In the US: Mondays, 9/8c, NBC
Time for a third-episode verdict on “Jerry Bruckheimer’s Casualty” aka Trauma. After an opening episode that made it hard to spot the wheat (most of the writing and characters) from the chaff (the colossal, ridiculous explosions and accidents), Trauma settled into a second episode that did more or less the same thing again – but with fewer explosions.
Episode three, however, was a far better beast. There’s still the Casualty/House gambit of setting up an obvious accident then substituting a less obvious accident later on – in the world of Trauma, the obvious accident is the mysterious arrival of a car from nowhere which then ploughs through pedestrians/the wall of a house/whatever.
But the whole episode was considerably less over the top and gave us a kind of Rosencrantz and Guildenstern Are Dead view of a typical police drama: while the exciting hostage negotiation is going on, we found out what the paramedics have been up to the whole time and they’re pretty impressive, as it happens.
The third episode also saw the characters begin to work dramatically for me. Until now, they’ve just really been types and case studies, but they’re starting to becoming more real now. Cliff Curtis’s chopper pilot is still the most interesting character (although not necessarily for the right reasons), although Anastasia Griffith’s promiscuous but authoritative lead paramedic comes a close second. The others need work, but are getting there.

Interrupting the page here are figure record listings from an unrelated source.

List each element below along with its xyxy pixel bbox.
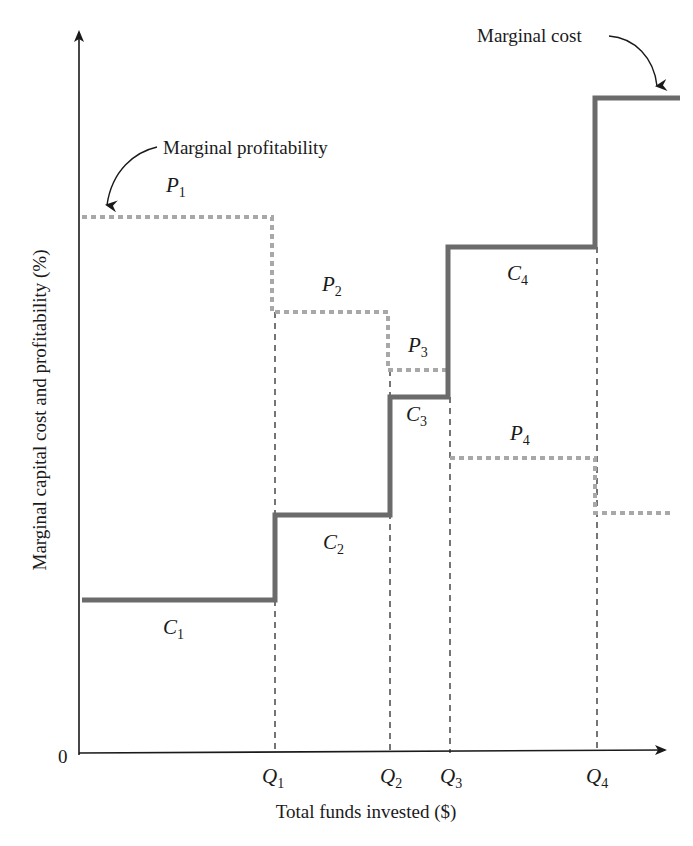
x-axis bbox=[79, 750, 665, 753]
p4-label: P4 bbox=[509, 421, 530, 448]
c1-label: C1 bbox=[163, 615, 184, 642]
q3-label: Q3 bbox=[440, 764, 462, 791]
y-axis-title: Marginal capital cost and profitability … bbox=[29, 250, 51, 571]
q2-label: Q2 bbox=[380, 764, 402, 791]
annotation-arrow-profitability bbox=[107, 147, 157, 205]
chart-canvas: 0 Q1 Q2 Q3 Q4 Total funds invested ($) M… bbox=[0, 0, 693, 846]
p2-label: P2 bbox=[321, 272, 342, 299]
annotation-marginal-profitability: Marginal profitability bbox=[163, 137, 328, 158]
p3-label: P3 bbox=[407, 333, 428, 360]
x-axis-title: Total funds invested ($) bbox=[276, 801, 457, 823]
q-guide-lines bbox=[275, 247, 597, 753]
origin-label: 0 bbox=[58, 746, 68, 767]
c2-label: C2 bbox=[323, 530, 344, 557]
p1-label: P1 bbox=[165, 173, 186, 200]
q4-label: Q4 bbox=[586, 764, 608, 791]
c3-label: C3 bbox=[406, 402, 427, 429]
profitability-step-line bbox=[82, 217, 670, 513]
q1-label: Q1 bbox=[262, 764, 284, 791]
c4-label: C4 bbox=[507, 261, 528, 288]
annotation-arrow-cost bbox=[609, 36, 657, 86]
annotation-marginal-cost: Marginal cost bbox=[477, 25, 582, 46]
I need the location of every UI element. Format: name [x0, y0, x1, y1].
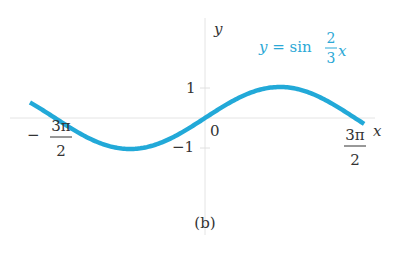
svg-text:2: 2: [350, 151, 360, 169]
equation-lhs: y = sin: [258, 38, 312, 56]
equation-variable: x: [338, 42, 347, 60]
svg-text:2: 2: [56, 142, 66, 160]
origin-label: 0: [210, 122, 220, 140]
sine-graph: y x y = sin 2 3 x 1 −1 0 − 3π 2 3π 2 (b): [0, 0, 409, 257]
equation-denominator: 3: [327, 50, 336, 66]
y-tick-label-neg-1: −1: [172, 138, 194, 156]
y-axis-label: y: [213, 20, 223, 38]
svg-text:3π: 3π: [51, 117, 71, 135]
svg-text:−: −: [27, 126, 40, 144]
equation-numerator: 2: [327, 30, 336, 46]
equation-label: y = sin 2 3 x: [258, 30, 347, 66]
x-axis-label: x: [373, 122, 382, 140]
x-tick-label-3pi-2: 3π 2: [344, 126, 366, 169]
y-tick-label-1: 1: [186, 79, 196, 97]
figure-caption: (b): [194, 214, 215, 232]
svg-text:3π: 3π: [345, 126, 365, 144]
x-tick-label-neg-3pi-2: − 3π 2: [27, 117, 72, 160]
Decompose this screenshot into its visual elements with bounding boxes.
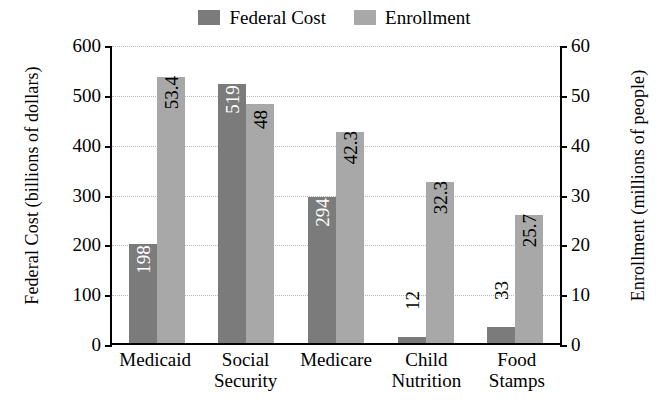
y-axis-right-tick-label: 60 [571, 36, 631, 55]
x-axis-category-label: FoodStamps [472, 349, 562, 407]
y-axis-left-tick-label: 500 [41, 86, 101, 105]
chart-legend: Federal Cost Enrollment [0, 2, 669, 32]
bar-value-label: 519 [223, 86, 242, 115]
y-axis-right-tick [560, 345, 567, 347]
y-axis-right-tick-label: 30 [571, 186, 631, 205]
legend-item-federal-cost: Federal Cost [198, 8, 326, 27]
bar-value-label: 294 [312, 198, 331, 227]
bar-enrollment[interactable]: 48 [246, 104, 274, 343]
y-axis-right-tick-label: 0 [571, 335, 631, 354]
y-axis-left-tick-label: 0 [41, 335, 101, 354]
y-axis-left-tick-label: 200 [41, 235, 101, 254]
y-axis-left-tick [105, 146, 112, 148]
y-axis-right-tick [560, 245, 567, 247]
bar-value-label: 53.4 [161, 76, 180, 109]
y-axis-left-tick [105, 345, 112, 347]
y-axis-right-tick-label: 10 [571, 285, 631, 304]
bar-value-label: 33 [492, 281, 511, 300]
y-axis-right-tick-label: 50 [571, 86, 631, 105]
x-axis-category-line: Medicaid [110, 349, 200, 370]
legend-item-enrollment: Enrollment [354, 8, 470, 27]
y-axis-left-tick-label: 100 [41, 285, 101, 304]
legend-label-federal-cost: Federal Cost [229, 8, 326, 27]
x-axis-category-line: Social [200, 349, 290, 370]
y-axis-right-tick [560, 295, 567, 297]
bar-federal-cost[interactable]: 519 [218, 84, 246, 343]
y-axis-left-title: Federal Cost (billions of dollars) [22, 36, 43, 336]
y-axis-right-tick-label: 40 [571, 136, 631, 155]
bar-federal-cost[interactable]: 198 [129, 244, 157, 343]
bar-value-label: 48 [251, 110, 270, 129]
bar-value-label: 198 [133, 246, 152, 275]
bar-enrollment[interactable]: 42.3 [336, 132, 364, 343]
bar-federal-cost[interactable]: 294 [308, 197, 336, 344]
x-axis-category-line: Medicare [291, 349, 381, 370]
x-axis-category-label: ChildNutrition [381, 349, 471, 407]
x-axis-category-line: Nutrition [381, 370, 471, 391]
bar-enrollment[interactable]: 53.4 [157, 77, 185, 343]
y-axis-left-tick-label: 600 [41, 36, 101, 55]
bar-value-label: 12 [402, 291, 421, 310]
legend-label-enrollment: Enrollment [385, 8, 470, 27]
y-axis-left-tick-label: 400 [41, 136, 101, 155]
y-axis-left-tick [105, 245, 112, 247]
bar-group: 1232.3 [381, 46, 471, 343]
bar-group: 19853.4 [112, 46, 202, 343]
bar-federal-cost[interactable]: 33 [487, 327, 515, 343]
x-axis-category-line: Child [381, 349, 471, 370]
y-axis-right-tick [560, 46, 567, 48]
y-axis-right-tick [560, 96, 567, 98]
bar-federal-cost[interactable]: 12 [398, 337, 426, 343]
bar-value-label: 25.7 [520, 214, 539, 247]
y-axis-left-tick [105, 196, 112, 198]
bar-group: 29442.3 [291, 46, 381, 343]
y-axis-right-tick-label: 20 [571, 235, 631, 254]
bar-groups: 19853.45194829442.31232.33325.7 [112, 46, 560, 343]
y-axis-left-tick [105, 46, 112, 48]
bar-enrollment[interactable]: 32.3 [426, 182, 454, 343]
bar-value-label: 42.3 [340, 131, 359, 164]
x-axis-category-label: Medicaid [110, 349, 200, 407]
bar-group: 51948 [202, 46, 292, 343]
x-axis-category-label: Medicare [291, 349, 381, 407]
x-axis-category-line: Stamps [472, 370, 562, 391]
bar-value-label: 32.3 [430, 181, 449, 214]
y-axis-left-tick-label: 300 [41, 186, 101, 205]
x-axis-category-labels: MedicaidSocialSecurityMedicareChildNutri… [110, 349, 562, 407]
chart-plot-area: 0100200300400500600 0102030405060 19853.… [110, 46, 562, 345]
y-axis-left-tick [105, 295, 112, 297]
y-axis-left-tick [105, 96, 112, 98]
x-axis-category-label: SocialSecurity [200, 349, 290, 407]
bar-enrollment[interactable]: 25.7 [515, 215, 543, 343]
y-axis-right-tick [560, 146, 567, 148]
y-axis-right-tick [560, 196, 567, 198]
legend-swatch-federal-cost-icon [198, 10, 220, 25]
legend-swatch-enrollment-icon [354, 10, 376, 25]
x-axis-category-line: Food [472, 349, 562, 370]
bar-group: 3325.7 [470, 46, 560, 343]
x-axis-category-line: Security [200, 370, 290, 391]
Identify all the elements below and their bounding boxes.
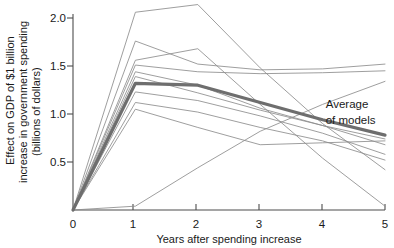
average-of-models-label-line1: Average xyxy=(326,98,369,110)
y-axis-title-line3: (billions of dollars) xyxy=(30,67,42,156)
x-tick-label-0: 0 xyxy=(70,218,76,230)
x-tick-label-4: 4 xyxy=(319,218,326,230)
x-tick-label-3: 3 xyxy=(256,218,262,230)
y-axis-title-line1: Effect on GDP of $1 billion xyxy=(4,36,16,165)
x-tick-label-5: 5 xyxy=(382,218,388,230)
y-tick-label-0-5: 0.5 xyxy=(50,156,66,168)
average-of-models-annotation: Average of models xyxy=(326,98,376,126)
y-tick-label-1-5: 1.5 xyxy=(50,60,66,72)
x-axis-title: Years after spending increase xyxy=(156,233,301,245)
y-tick-label-2-0: 2.0 xyxy=(50,12,66,24)
x-tick-label-2: 2 xyxy=(193,218,199,230)
average-of-models-label-line2: of models xyxy=(326,114,376,126)
chart-figure: Effect on GDP of $1 billion increase in … xyxy=(0,0,394,248)
line-chart: Effect on GDP of $1 billion increase in … xyxy=(0,0,394,248)
series-model-4 xyxy=(73,65,385,210)
y-tick-label-1-0: 1.0 xyxy=(50,108,66,120)
x-tick-label-1: 1 xyxy=(130,218,136,230)
y-axis-title-line2: increase in government spending xyxy=(17,21,29,183)
y-axis-title: Effect on GDP of $1 billion increase in … xyxy=(4,21,42,183)
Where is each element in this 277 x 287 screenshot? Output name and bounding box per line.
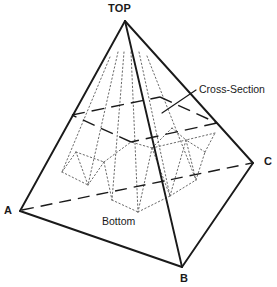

I’m very tempted to keep watching, now the writers are getting on with telling stories rather than establishing the characters, but it’s not engrossing enough that I’m guaranteed to. In all likelihood, I’ll give up. But it’s good enough that I’m split on the decision.
Carusometer rating: 2
Rob’s prediction: Very expensive (c$3m per episode) so liable to get cancelled very soon. But better than Mercy and a lot of the other new dramas, so deserves more of a chance at life than them.